Competition, Convergence...and Cashflow?
COMPETITION, CONVERGENCE ... AND CASHFLOW? THE POWER BUSINESS IN THE NEXT 20 YEARS
APRIL 01, 1996
a strategy helps.
Gas markets in the United States are complicated, dynamic, and evolving. They offer significant commercial opportunities for some companies, commercial hazards for others.
Many companies find it difficult to estimate the price they will receive for gas the next year, month, week, or day.
Competition from Order 636 has gas customers rethinking their firm capacity options.
Just when everyone thought we had put Order 636 behind us, up pops perhaps our greatest challenge yet: the turnback (or "decontracting") of firm capacity on interstate natural gas pipelines. This phenomenon, now emerging on a few major pipelines, such as Transwestern, El Paso, and Natural Gas Pipeline Co. of America, inspires different reactions.
LDC Robustus? Which Would You Rather Be?
Post-Order 636 evolution depends on aggressive regulatory and legislative reform.
"Get out of the gas business. Drop the merchant function. We can't make any money selling gas and we are constantly at risk to having gas costs disallowed. It's a no-win situation.
As this snapshot look at the seven utility mergers announced since January 1995 demonstrates, traditional patterns are no longer being followed. A number of the announced transactions did not fit squarely into either the merger-of-equals model (little or no premium, fairly even equity and board split, CEO succession plan) or the acquisition model (high premium, disparate equity and board split, no CEO succession plan).
The California Public Utilities Commission (CPUC) has declined to adopt standards in the Energy Policy Act of 1992 (EPAct) that concern integrated resource planning and energy efficiency for electric and gas utilities, exempt wholesale generators and affiliated transactions, and investment in foreign utilities.
The California Public Utilities Commission (CPUC) has directed the state's electric and gas utilities to implement a two-year pilot allowing applicants such as residential real estate developers to design distribution facilities for their projects. (Currently, utilities are responsible for designing distribution plant.) In limiting the experiment to residential projects, the CPUC rejected allegations that the limitation would unfairly deny all ratepayers the immediate benefit of savings associated with the "unbundling of engineering costs" for distribution plant.
The Michigan Public Service Commission (PSC) has upheld a 1995 decision permitting Sault Electric Co. to switch to a price-cap rate plan. The plan allows the utility to roll its existing power-supply adjustment clause into base rates to set initial rates; later rate reductions are permitted with only 30 days written notice to the PSC (see, Edison Sault Electric Co., 164 PUR4th 1 (Mich.P.S.C. 1995)).
The Idaho Public Utilities Commission (PUC) has approved a plan by Utah Power and Light Co., partner in a merger with PacifiCorp, to offer its largest customer, Monsanto, reduced rates as well as an option to arrange for the delivery of third-party power when prices fall below state levels.
Rapid developments in the electric industry, especially in wholesale markets, have prompted the Virginia State Corporation Commission (SCC) to extend its review of a utility's plans to add to its transmission system. Appalachian Power Co., an operating member of the American Electric Power (AEP) system, had asked the SCC for authority to construct a 765-kilovolt transmission line between substations in West Virginia and Virginia.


Problem description: Find the line below that contains "Identify the location of button: Cancel.". Transcribe it and every line after it exactly, adding nothing.

(Dataset entries)

<<<<

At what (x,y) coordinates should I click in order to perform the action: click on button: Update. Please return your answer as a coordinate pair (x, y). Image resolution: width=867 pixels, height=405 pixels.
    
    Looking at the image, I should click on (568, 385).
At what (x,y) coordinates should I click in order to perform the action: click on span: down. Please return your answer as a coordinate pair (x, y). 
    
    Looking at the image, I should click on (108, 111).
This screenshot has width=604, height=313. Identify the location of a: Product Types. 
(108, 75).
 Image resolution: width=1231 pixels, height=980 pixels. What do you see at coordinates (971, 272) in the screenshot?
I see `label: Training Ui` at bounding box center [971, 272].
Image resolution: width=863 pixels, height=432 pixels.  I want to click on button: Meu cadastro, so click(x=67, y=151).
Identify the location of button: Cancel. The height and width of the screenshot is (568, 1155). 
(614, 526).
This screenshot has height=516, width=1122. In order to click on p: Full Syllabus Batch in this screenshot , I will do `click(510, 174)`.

>>>>

Problem solution:
Identify the location of button: Cancel. The height and width of the screenshot is (568, 1155). 
(614, 526).
This screenshot has height=516, width=1122. In order to click on p: Full Syllabus Batch in this screenshot , I will do `click(510, 174)`.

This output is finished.